Given the year it was made, Crystals (1968) has unavoidable, if inadvertent, psychedelic connotations, especially when you see these iridescent forms blooming against vivid backdrops. The same can’t be said for the music that accompanies Herbert Loebel’s photography, however, so once again I’d recommend watching this with a soundtrack of your own choosing.
Category: {abstract cinema}
Abstract cinema
Lichtspiel Schwarz-Weiss-Grau, a film by László Moholy-Nagy
A beguiling short from 1930 made by the Hungarian artist to demonstrate the patterns of light and shade created by his Light-Space Modulator (aka Light Prop for an Electric Stage, 1922–1930), an early kinetic sculpture. The film could have worked well enough as a series of documentary shots but Moholy-Nagy compounds the effects with superimposition, lens fragmentation and even a brief negative sequence. Watch it here.
Previously on { feuilleton }
• Ballet Mécanique
Fu Liu, a film by Xiang Pu Zhu
According to the notes for Xiang Pu Zhu’s short demo piece, all the shots here are computer generated. Some are more obvious than others but the combinations of liquid and particles are very impressive. The music is by Esther Garcia.
White Hole, a film by Toshio Matsumoto
Another short film by Matsumoto. This one was made in 1979, and seems to employ video effects, but the results are cosmic and psychedelic enough to have appeared ten years earlier. The electronic score is by Joji Yuasa. An entrancing 6-minute trip. Watch it here.
Previously on { feuilleton }
• Atman, a film by Toshio Matsumoto
• Metastasis, a film by Toshio Matsumoto
Mothlight, a film by Stan Brakhage
One of the common methods of making a no-budget abstract film was to scratch or paint directly onto the film itself, a technique popularised by Len Lye in the 1930s. Mothlight (1963) by Stan Brakhage works a variation on the process by gluing broken moth wings, leaves and other bits of natural detritus to a length of film. It only runs for three minutes but it’s a classic piece of experimental cinema. As usual with Brakhage, the titles are hand-drawn, and the film itself is silent.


Please reproduce the data exactly, though every picture must stay out.

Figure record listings
★ ★ ★ ★ ★ ★ ★
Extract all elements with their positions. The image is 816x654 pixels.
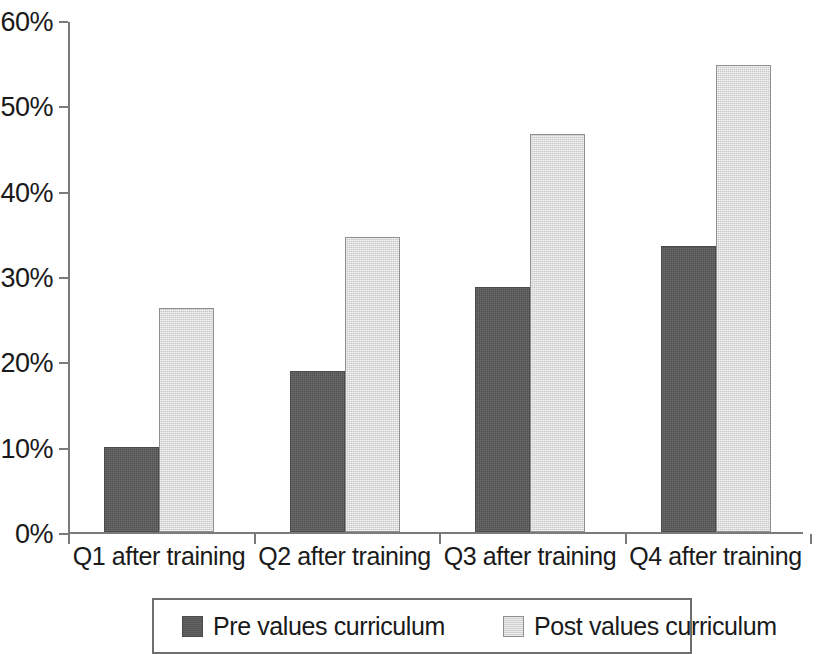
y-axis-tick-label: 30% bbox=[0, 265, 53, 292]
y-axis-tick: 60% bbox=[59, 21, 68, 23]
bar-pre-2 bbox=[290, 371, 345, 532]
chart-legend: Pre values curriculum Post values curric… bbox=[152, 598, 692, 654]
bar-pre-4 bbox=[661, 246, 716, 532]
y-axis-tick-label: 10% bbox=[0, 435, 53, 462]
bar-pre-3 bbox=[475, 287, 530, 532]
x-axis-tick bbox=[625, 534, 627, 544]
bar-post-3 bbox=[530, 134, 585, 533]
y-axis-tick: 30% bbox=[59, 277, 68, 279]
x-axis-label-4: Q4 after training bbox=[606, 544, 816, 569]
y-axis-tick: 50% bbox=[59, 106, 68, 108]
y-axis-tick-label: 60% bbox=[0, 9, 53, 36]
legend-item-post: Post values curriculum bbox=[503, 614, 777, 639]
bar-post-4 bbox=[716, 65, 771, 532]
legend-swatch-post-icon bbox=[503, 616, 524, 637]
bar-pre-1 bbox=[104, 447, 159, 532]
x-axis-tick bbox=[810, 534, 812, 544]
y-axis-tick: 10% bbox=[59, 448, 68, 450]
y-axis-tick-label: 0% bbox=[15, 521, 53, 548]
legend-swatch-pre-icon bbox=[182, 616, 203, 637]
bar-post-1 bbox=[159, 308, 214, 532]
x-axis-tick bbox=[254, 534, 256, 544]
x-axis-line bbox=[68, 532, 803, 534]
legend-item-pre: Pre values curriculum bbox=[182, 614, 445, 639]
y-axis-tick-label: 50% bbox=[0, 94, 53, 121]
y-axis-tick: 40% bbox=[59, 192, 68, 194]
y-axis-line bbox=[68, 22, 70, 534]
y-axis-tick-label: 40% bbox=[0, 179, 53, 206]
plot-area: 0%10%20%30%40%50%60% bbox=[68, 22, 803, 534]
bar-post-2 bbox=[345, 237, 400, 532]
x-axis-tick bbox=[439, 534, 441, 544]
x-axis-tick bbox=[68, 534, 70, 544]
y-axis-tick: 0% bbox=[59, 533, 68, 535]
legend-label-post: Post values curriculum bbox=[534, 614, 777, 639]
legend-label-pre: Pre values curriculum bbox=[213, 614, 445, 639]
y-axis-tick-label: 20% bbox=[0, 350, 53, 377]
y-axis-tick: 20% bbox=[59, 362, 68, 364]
★ ★ ★ ★ ★ ★ ★
ANSWER TO THE PROBLEM:
Extract all elements with their positions. The image is 816x654 pixels.
y-axis-tick-label: 30% bbox=[0, 265, 53, 292]
y-axis-tick: 60% bbox=[59, 21, 68, 23]
bar-pre-2 bbox=[290, 371, 345, 532]
chart-legend: Pre values curriculum Post values curric… bbox=[152, 598, 692, 654]
bar-pre-4 bbox=[661, 246, 716, 532]
y-axis-tick-label: 10% bbox=[0, 435, 53, 462]
bar-pre-3 bbox=[475, 287, 530, 532]
x-axis-tick bbox=[625, 534, 627, 544]
bar-post-3 bbox=[530, 134, 585, 533]
y-axis-tick: 30% bbox=[59, 277, 68, 279]
x-axis-label-4: Q4 after training bbox=[606, 544, 816, 569]
y-axis-tick: 50% bbox=[59, 106, 68, 108]
y-axis-tick-label: 60% bbox=[0, 9, 53, 36]
legend-item-post: Post values curriculum bbox=[503, 614, 777, 639]
bar-post-4 bbox=[716, 65, 771, 532]
legend-swatch-post-icon bbox=[503, 616, 524, 637]
bar-pre-1 bbox=[104, 447, 159, 532]
x-axis-tick bbox=[810, 534, 812, 544]
y-axis-tick: 10% bbox=[59, 448, 68, 450]
y-axis-tick-label: 0% bbox=[15, 521, 53, 548]
legend-swatch-pre-icon bbox=[182, 616, 203, 637]
bar-post-1 bbox=[159, 308, 214, 532]
x-axis-tick bbox=[254, 534, 256, 544]
x-axis-line bbox=[68, 532, 803, 534]
legend-item-pre: Pre values curriculum bbox=[182, 614, 445, 639]
y-axis-tick-label: 50% bbox=[0, 94, 53, 121]
y-axis-tick: 40% bbox=[59, 192, 68, 194]
y-axis-line bbox=[68, 22, 70, 534]
y-axis-tick-label: 40% bbox=[0, 179, 53, 206]
plot-area: 0%10%20%30%40%50%60% bbox=[68, 22, 803, 534]
bar-post-2 bbox=[345, 237, 400, 532]
x-axis-tick bbox=[439, 534, 441, 544]
x-axis-tick bbox=[68, 534, 70, 544]
y-axis-tick: 0% bbox=[59, 533, 68, 535]
legend-label-post: Post values curriculum bbox=[534, 614, 777, 639]
legend-label-pre: Pre values curriculum bbox=[213, 614, 445, 639]
y-axis-tick-label: 20% bbox=[0, 350, 53, 377]
y-axis-tick: 20% bbox=[59, 362, 68, 364]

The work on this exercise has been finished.